Yes, you do need to rethink how changes happen, to look for ways to make that big change into multiple or even many smaller changes, this often has lots of unanticipated benefits.
Yes, it scales to very large deployments and quite large teams.
The diff tells the 'what' - no point in writing 'added method bob()'
The message tells the why.
You can bet that over time, the jiras, the issues and the confluence, slack, o365, will all have been deleted, "upgraded" or whatever, and all you have is what's in the repo.
Using in-repo ADR, and in-repo 'what's missing, what's next' files are also useful, because they co-evolve with the code.
A lot of "regular expressions" are just text searches, or can be, and then you can use aho-corasick - which is implemented in many languages, and check a few regular expressions for the ones that really are.
Many many things that are imposed like this will fail.
Its not willful non-compliance even, its just that its hard for people to do things differently, while still being the same people in the same teams, making the same products, with the same timelines...
Context is key here, lots of people see a thing that works well and think they can copy the activities of the successful team, without realising they need to align the mindset.. and the activities will follow. The activities might be different, and thats OK! In a different context, you'd expect that.
I'd argue that in most contexts you don't need a QA team at all, and if you do have one, then it will look a lot different to what you might think. For example, it would be put after a release, not before it.. QA teams are too slow to deal with 2000+ releases a year - not their fault, they are human.. need to reframe the value statement.

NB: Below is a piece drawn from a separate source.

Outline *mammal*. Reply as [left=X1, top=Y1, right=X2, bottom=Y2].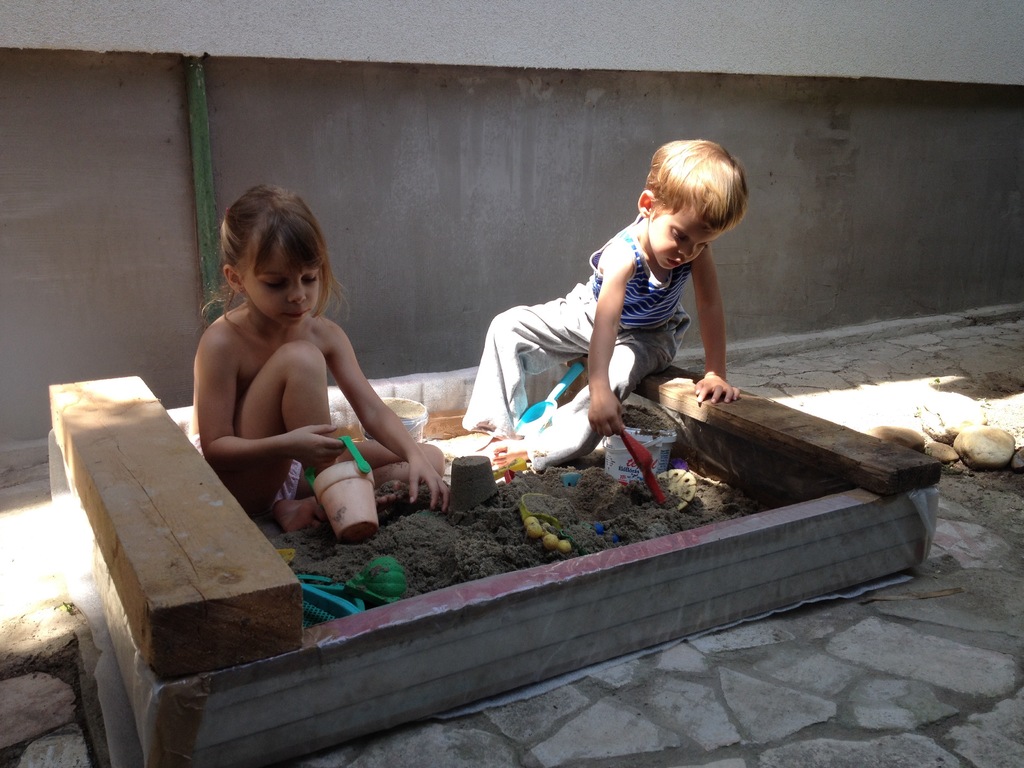
[left=189, top=182, right=450, bottom=527].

Regardless of the refrigerant used today the law generally requires you to use a pump and to recover the charge from installed equipment and store it into a cylinder for recycling or reuse.
Prior to the clean air act the advice was to just open the system and vent the old charge into the atmosphere.
Industry was always going to require us to learn _a lot_ of lessons.
But also | isnt a redirection, it takes stdout and pipes it to another program.
So, if you want stderr to go to stdout, so you can pipe it, you need to do it in order.
bob 2>&1 | prog
You usually dont want to do this though.